Give me Liberty – Boston, USA – [06/02/2017]

Yes, sir, I think I do. As the ship lay in Boston Harbor, a party of the colonists dressed as red Indians boarded the vessel, behaved very rudely, and threw all the tea overboard, making the tea unsuitable for drinking. Even for Americans. ~ Mary Poppins

I expected the Boston Tea Party museum to be basically like any other museum. What I didn’t expect was what it actually was. This is not a standard gallery style museum with glass cases and hushed voices, this…is a show. A fully theatrical costumed experience complete with interactive guides and in-character docents. It is, in short, the kind of job that if I found myself living in Boston, I would audition for in a heartbeat.

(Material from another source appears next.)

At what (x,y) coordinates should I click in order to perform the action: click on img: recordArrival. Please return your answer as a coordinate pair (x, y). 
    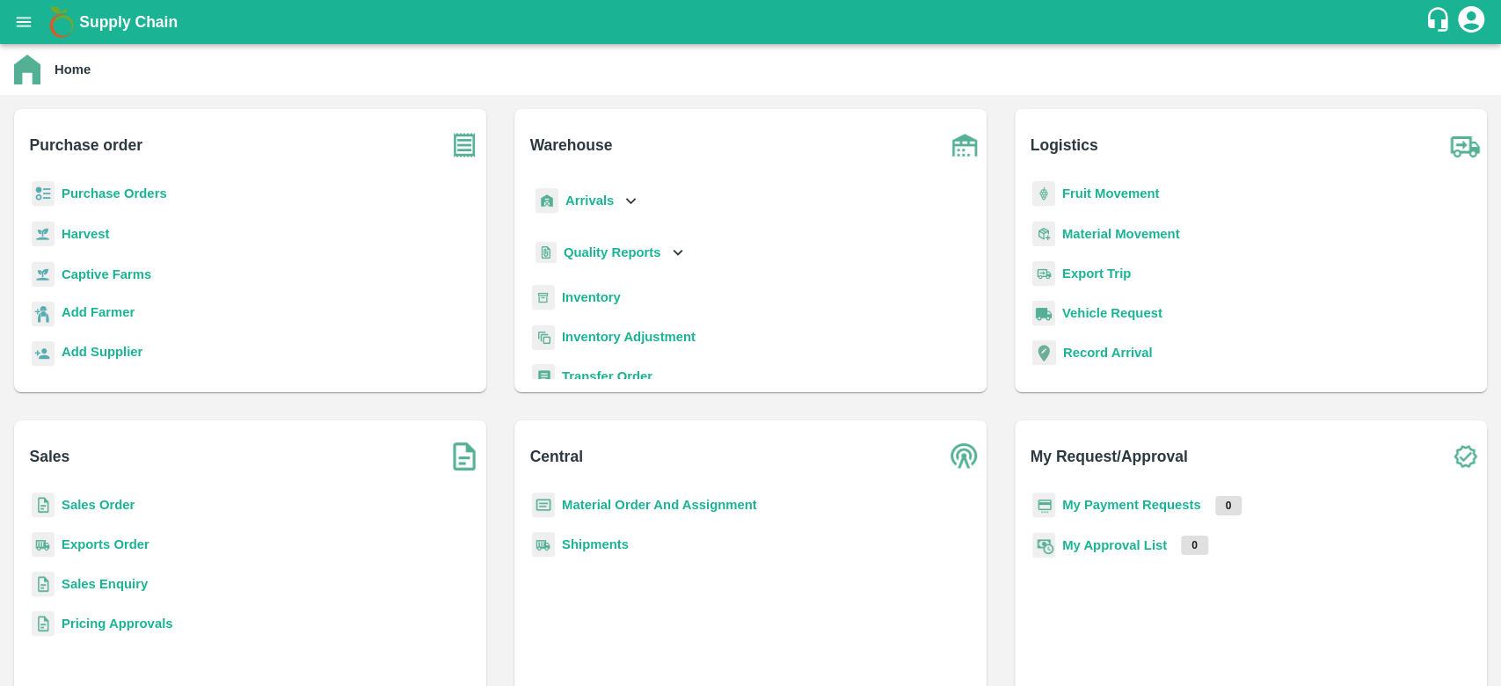
    Looking at the image, I should click on (1044, 353).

Upon entering the museum I was assigned the name of a historical figure, and handed a feather (which would later prove necessary as a means of “disguise”) and introduced to Sam Adams, who gave such a rousing speech that it was not long before the room rang with thumps and huzzahs of agreement. And upon Mr Adams’ utterance of the now well-known words “This meeting can do nothing further to protect this country” we were escorted out of the meeting hall and onto one of the museum’s two full scale replicas of the ships involved in the original event. In the case of my visit today, it was the Beaver.

She’s a beautiful ship, fully rigged, and – though trapped in the harbor by the height of the bridge (she was constructed and then brought to the harbor with the masts’ separated to be reconstructed later) – fully seaworthy. They have raised the ceilings a foot to make room for visitors but all else is to scale. It was highly entertaining watching the children in the group heave replicas of tea chests over the side. Where they could – of course – be conveniently pulled back up for the next rebel to have a go.

But the experience of the day also gave me a lot of insight. I am a history buff only in regard to certain things, and general American history is not one of them. I learned about the Tea Party of course, all of us did, Canadian history classes seemed to focus more on our neighbour’s than on ourselves. But it had been a long long time since high school, and all I really knew was there was tea, there was a tax, and there was a revolt that ended up with the tea in the harbour. The pure historical significance of that event was somewhat lost on little Canadian me. The fact that this was the event that basically started the Revolutionary war is something that I never really put together. It took seeing a specific thing in the depths of that museum to really bring that home to me..

The Robinson Half chest.

It’s one of only two that are left. It’s matching companions, all bearing the scarred burned symbols of the East India Trading company, were burned or drowned with their contents. Just for good measure.  All that’s left is this one tiny, hatchet marked  and brightly painted wooden chest, hidden under a families’ stairs for years, then used to house a child’s doll collection, until it finally found its way to the museum, where it is suspended in a rotating glass case. A mute witness to the violence that lit the match to a revolution.

Nothing else could compare to that. Not the replica ships, the perfectly reconstructed paintings, the excellent scripting or the humor. It was all about that box.

History can be changed by the smallest, seemingly most insignificant things…

And on a totally unrelated note: How does one manage to get a job at an interactive museum? Because yeah, that would be brilliant.

This entry was posted in Historical Sites, Ports of Call, South Of the Border 2017. Bookmark the permalink.

3 Responses to Give me Liberty – Boston, USA – [06/02/2017]

  1. I never connected the Tea Party to the Revolution either, some reason I thought it came later.

  2. Kerryn Carter says:

    Go here: https://www.bostonteapartyship.com/join-the-cast, contact them and send them your resume and cover letter?

    • GypsyShaughnessy says:

      lol, yes, I could easily do that (should have thought of that myself, thanks!) . It was meant more as a rhetorical question though, also difficult since I don’t live in the states and places like that don’t tend to hire out of country employees.